O.K.  So we totally agree.  Contextual separation is one of the main concepts behind the identity metasystem.  I suspect she has impressions of what we are trying to do that just aren't accurate.

In truth, InfoCards and the metasystem have been designed to enable privacy while still being able to make provable assumptions.  For example, the system can be used to allow you to limit access to your site to full-time students – and recognize them when they return – without actually knowing their names or exposing their identities to the digital grim reaper.  The very problems Tiara worries are not solvable, are actually some of those addressed by this system.

And in truth, they have to be addressed if the resulting infrastructure is to be consistent with the “third law of identity”.  Identity information should only be available to relevant parties.  As an industry we need to think about how the virtual fabric will work and offer people separation of context – or there will be a further and terrible erosion of confidence in cyberspace by those who constitute its future inhabitants.

GUIDANCE AND TEST PLAN FOR RELYING PARTIES

I got a note recently from federation master Mike Beach – a man with a great deal of experience in terms of how users react to security:

Is it just me or does your site have an invalid cert.  When I attempt to
login using my new Infocard in IE7 I get the infamous “warning, go back, do
not enter, danger ahead” and things go all red (really more pink).

Given the primary drivers of Infocard are to save us from all the web evils
of today it would seem this is contrary reinforcement when I must ignore all
the security warnings to log in.

I thought, “That's weird.  I don't get that problem.”  – you know, the ancestral “That's funny.  It doesn't happen on MY box.”  But of course it really was happening to Mike, so I wrote back and asked if he could send some screenshots.  It turned out this wasn't necessary – he had already figured out the problem.

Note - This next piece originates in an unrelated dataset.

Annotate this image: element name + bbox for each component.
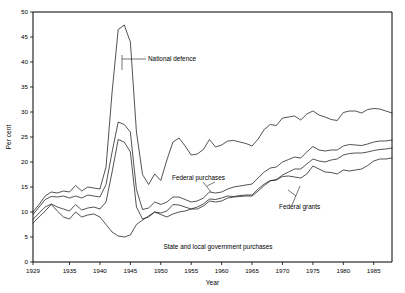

He had been visiting identityblog using this URL:  https://www.identityblog.com/.  

When he clicked on Login he was redirected to https://identityblog.com/wp-login.php.  

But my certificate is limited to https://www.identityblog.com/.  Therefore IE (correctly) saw Mike's identityblog.com and the certificate's www.identityblog.com as being different – resulting in the redish bar.  It looked like this:

 

That's enough to confuse anyone.  So clearly, redirecting to something that isn't consistent with your certificate is a no-no.  I was setting up an experience that would undermine my user's understanding of what was happening to her, breaking law six.  I should have been checking and redirecting to www.identityblog.com even if the user didn't supply the “www”.  Strangely, I had done the Dashboard link correctly – it was only the Login link that had the error.

All of which goes to show there are a set of gotchas that we have to nail down in terms of establishing prescriptive guidance for how a site should deal with these issues in order to be consistent.  We need a checklist – or better still, a test plan.  A wiki would be a good way to elaborate this.

Another big takeaway is that an identity 2.0 relying party has an obligation to make sure it doesn't do things that send mixed signals (in my case, nice InfoCard experience but big red warning bar in IE).  Everyone has to co-operate with the goal of not confusing the user.

It's worth pointing out that none of this is primarily an InfoCard problem.  The same considerations apply to any use of https.  But in the InfCard case we want to make sure we have the deployment practices nailed down to a higher level than has previously been the case.